Communication strategy development is a big part of PwC’s offerings to healthcare organizations going through an EHR implementation. A good strategy is focused on internal communication to project teams, and external communication to stakeholders, end-users and the enterprise as a whole, as well as customers. “Weekly update meetings for team members have to happen,” he says. Anatos also recommends the use of technologies such as portals, electronic newsletters and an intranet page of the implementation to support communication efforts. The intranet “works very well because it becomes a living area where you can post updates and progress and people can feel part of it, write in with their comments and ask questions.”
Hunterdon Healthcare Services based in Flemington, N.J., has been using an ambulatory EHR among its practices for three years and is in the process of implementing its inpatient system, says Wayne Fellmeth, MD, CMIO.
The key to keeping the whole project moving is keeping the nurses happy, he says. “Nurses are in the records all the time and if they aren’t happy with the system that’s going to interfere with patient care which rubs off on the doctors,” he says. “But, if the nurses are raving about the system, doctors are much more accepting of the change.” Fellmeth makes sure he attends nursing meetings and addresses their concerns.

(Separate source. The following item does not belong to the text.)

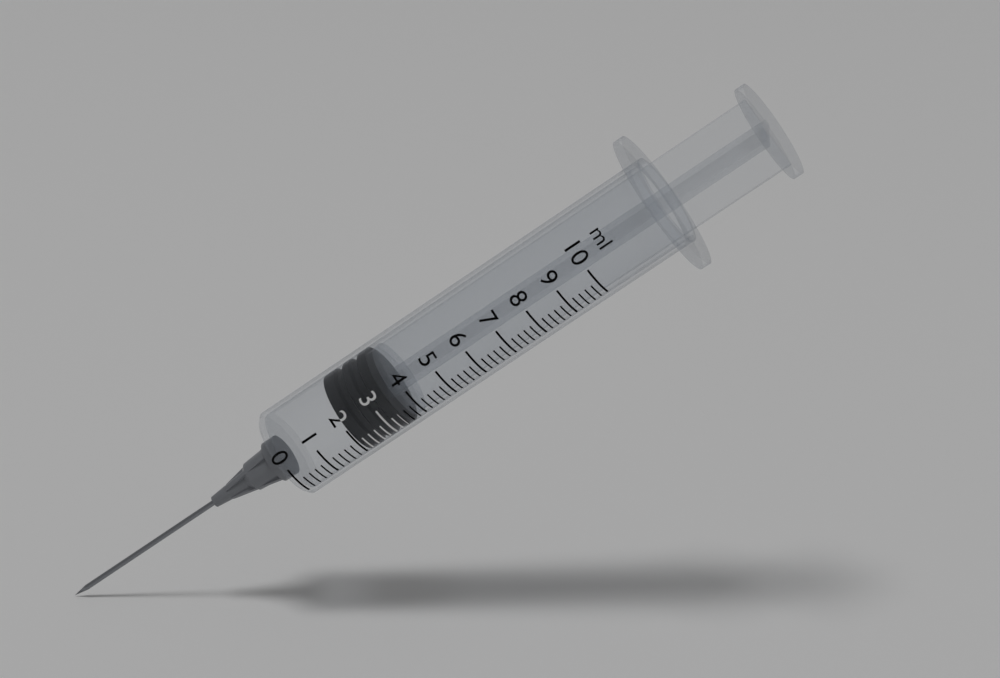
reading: 2.0 ml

There is extensive input by physicians and nurses from each practice and specialty, even three years after ambulatory implementation. In preparing for the inpatient side, each department is very involved in what the screens look like and which pop-ups alerts to activate, Fellmeth says. Each department is “involved in the building of their specific instance of this general EMR we’re running.” Nurses are involved in decision making for various EHR processes and physicians are on the order set committee and medical executive committee determining policies for training, system use, use of verbal and phone orders and more. “We talk about it at every medical staff meeting and at individual department meetings.”
Addressing fears
Several Hunterdon physicians have been on paper for a long time so “it’s a little scary going electronic. I’m trying to put their minds at ease,” says Fellmeth. “I tell them, ‘My job is to make the computer work for you not the other way around.’ They will only change their workflow if the system makes it better.”
Herman also strongly believes in transparency. Be upfront with physicians about the benefits, the learning curve, the time involved in the transition and potential challenges, he says, and then be clear about what you’re offering to support the transition. “If you come from the culture that really brings forward transparency and the respect of the providers, then they will be far happier to engage in this as something of value of them.”
Take advantage of what resistance can reveal, Herman says. “Anytime there is change, resistance is a good thing because it tells you the concerns and fears. They’re often valid concerns. You need to validate and understand those concerns and determine whether they need to be further addressed. You have an opportunity to allay those fears.”
Effectively handling a concern demonstrates your capacity to deal with that concern, or perhaps develop a partnership, Herman says. “You can’t please everybody, but in a transparent culture that demonstrates value, curmudgeons will be the exception not the rule.”